TASK MATERIAL
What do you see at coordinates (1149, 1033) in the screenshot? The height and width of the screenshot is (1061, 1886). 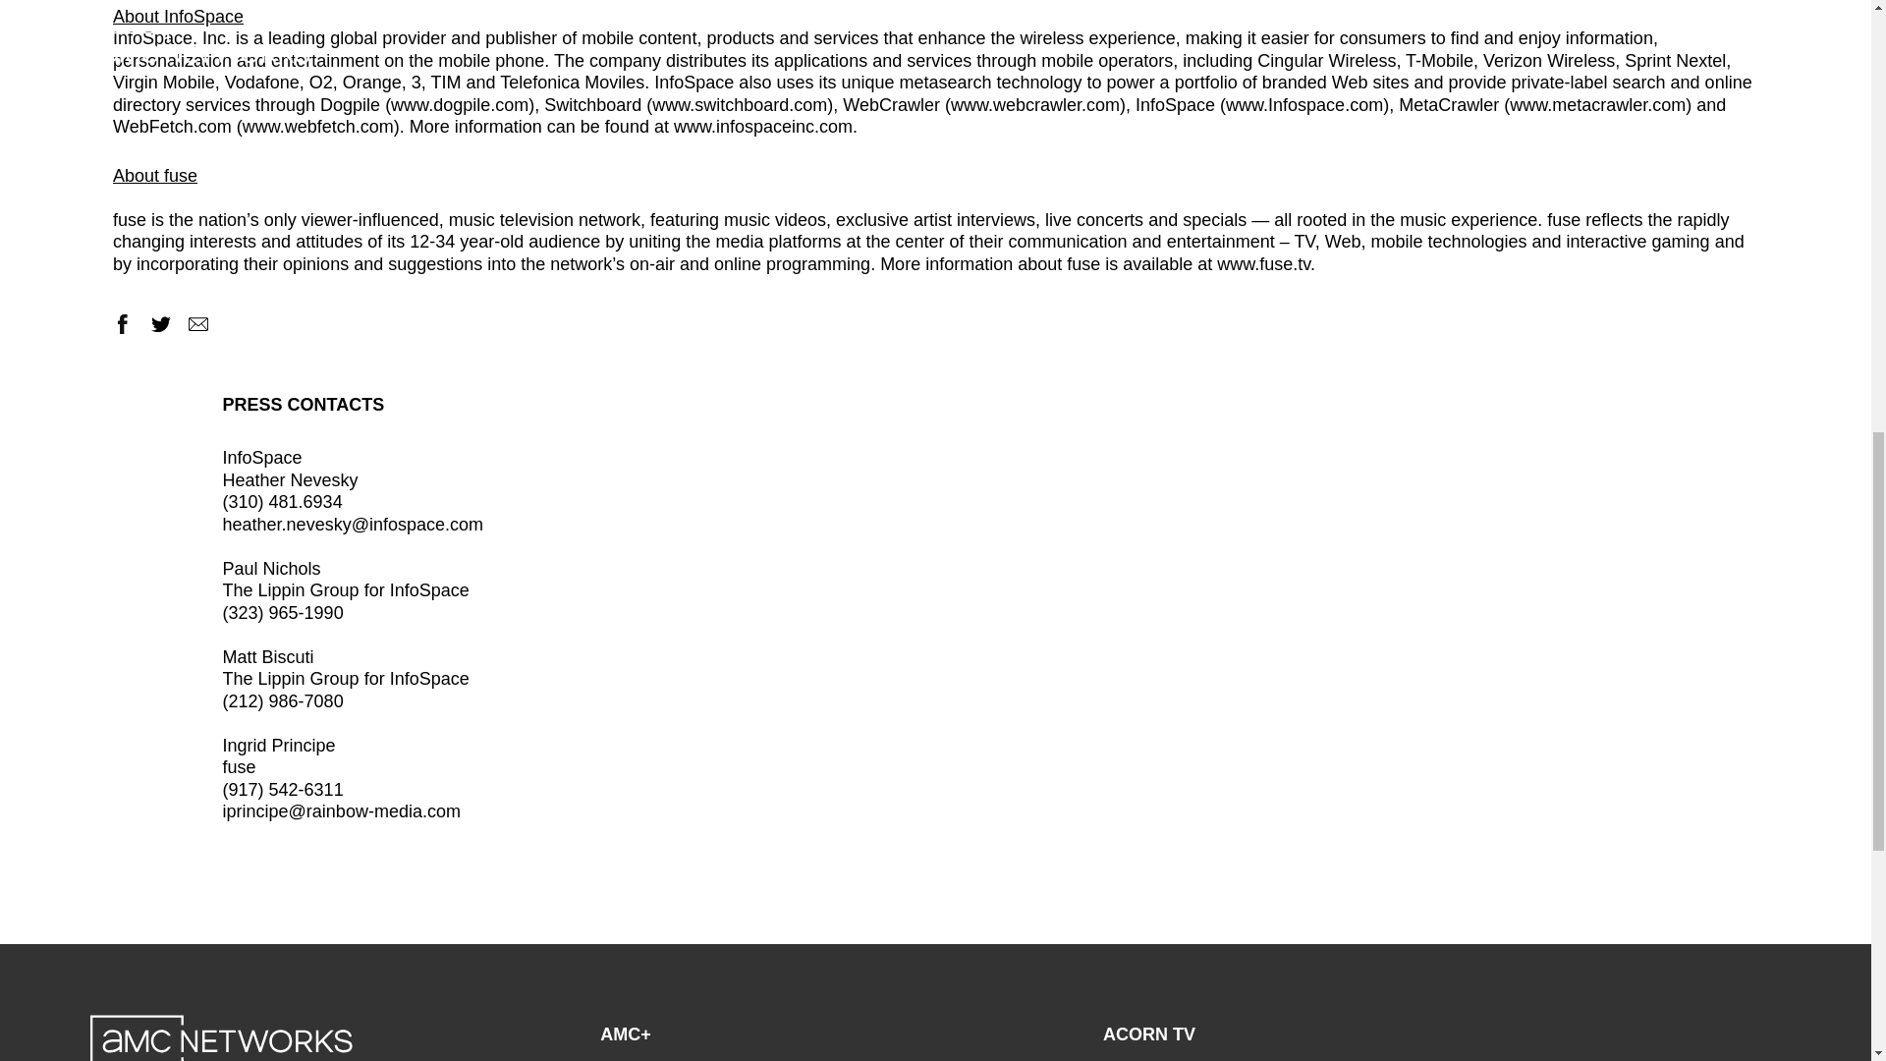 I see `ACORN TV` at bounding box center [1149, 1033].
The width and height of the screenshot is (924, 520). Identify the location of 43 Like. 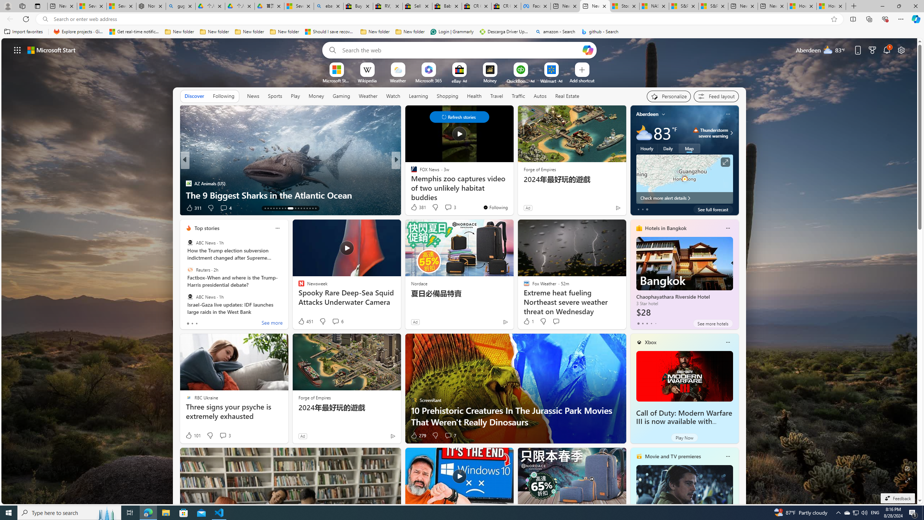
(414, 208).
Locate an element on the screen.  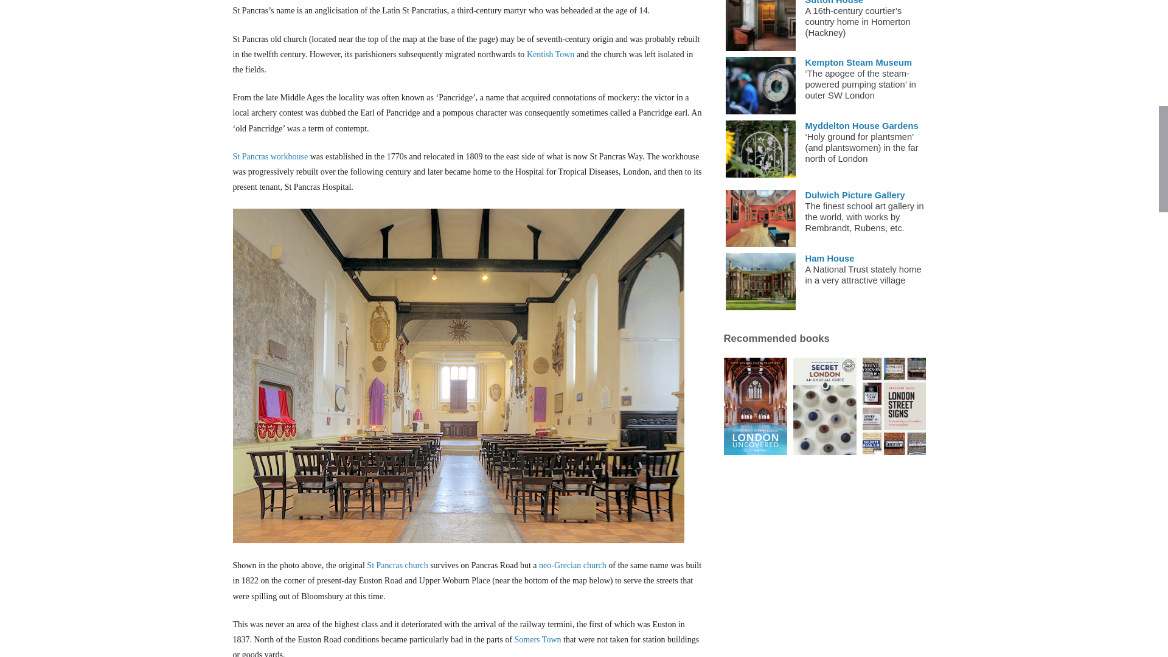
Sutton House is located at coordinates (834, 2).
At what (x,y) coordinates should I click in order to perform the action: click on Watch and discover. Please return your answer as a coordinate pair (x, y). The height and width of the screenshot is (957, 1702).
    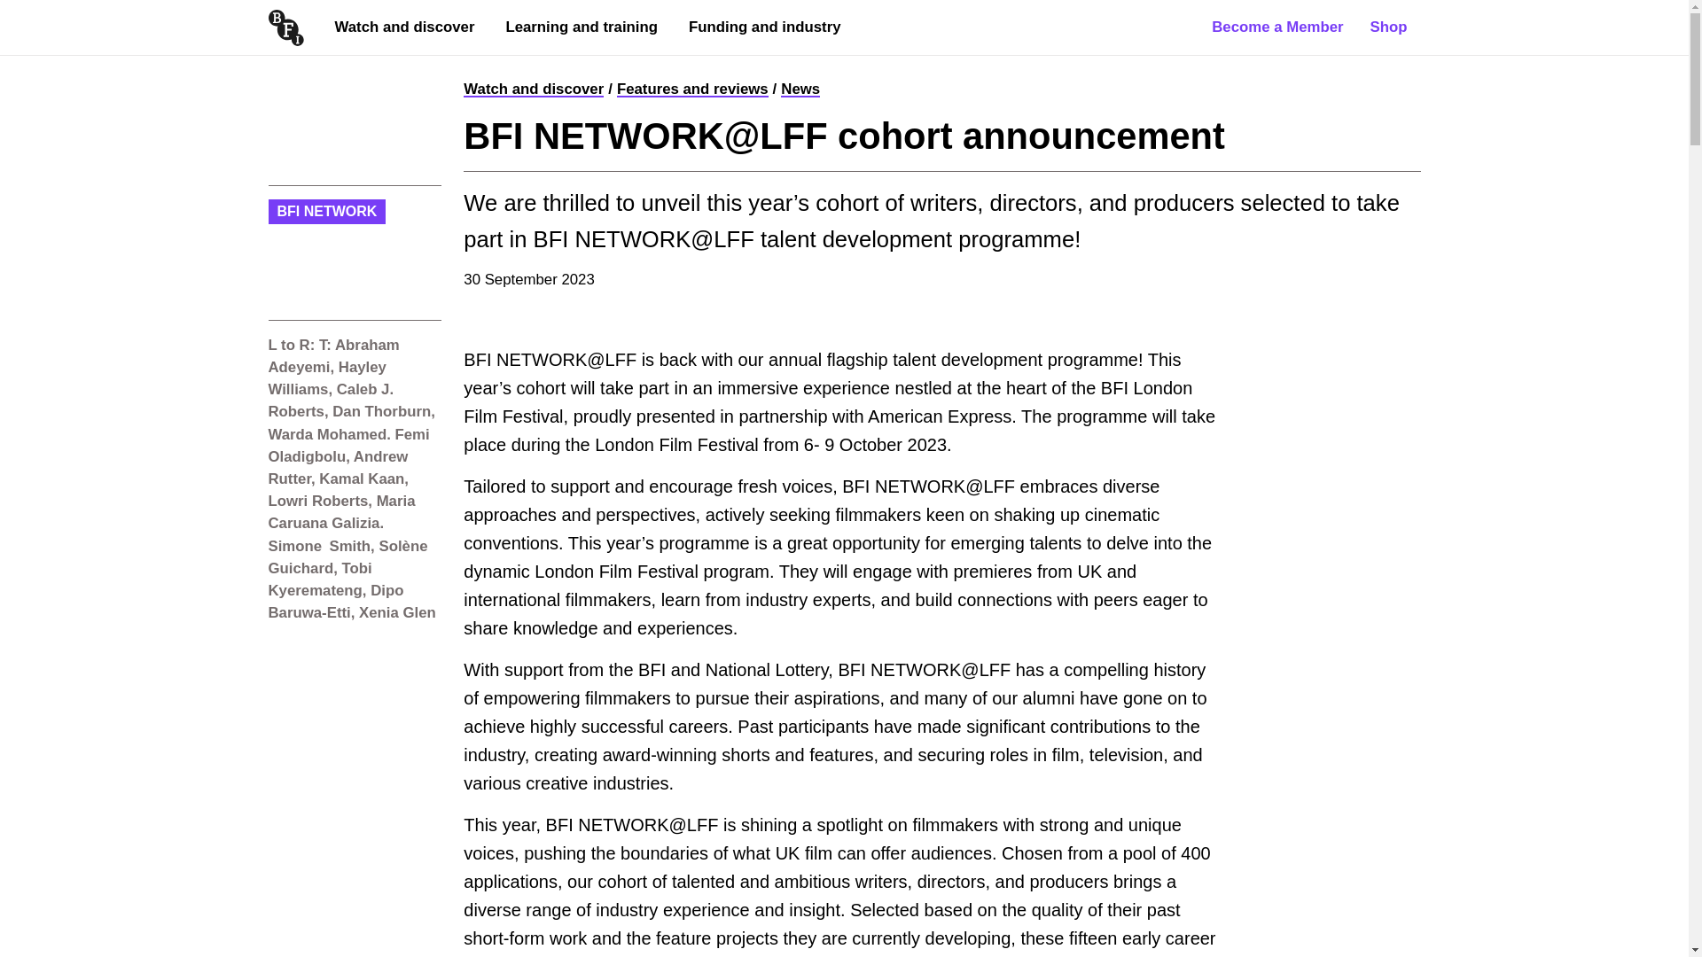
    Looking at the image, I should click on (534, 89).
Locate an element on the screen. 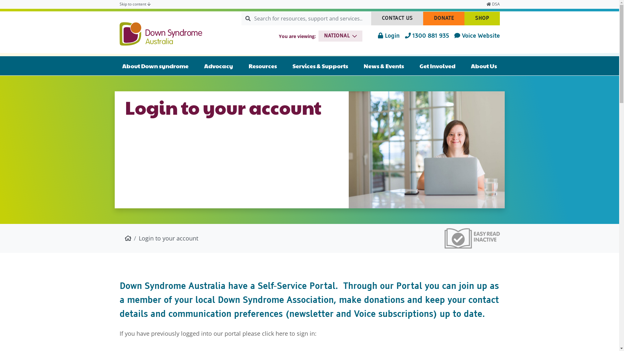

ASSIGNMENT
Copy exactly the lines from the line containing "The width and" through the last line of the records, both included, and omit every picture.

RESPONSE TO THE EXERCISE
The width and height of the screenshot is (924, 520). Identify the location of 43 Like. 
(414, 208).
Locate an element on the screen.  
Sutton House is located at coordinates (834, 2).
At what (x,y) coordinates should I click in order to perform the action: click on Watch and discover. Please return your answer as a coordinate pair (x, y). The height and width of the screenshot is (957, 1702).
    Looking at the image, I should click on (534, 89).
Locate an element on the screen. 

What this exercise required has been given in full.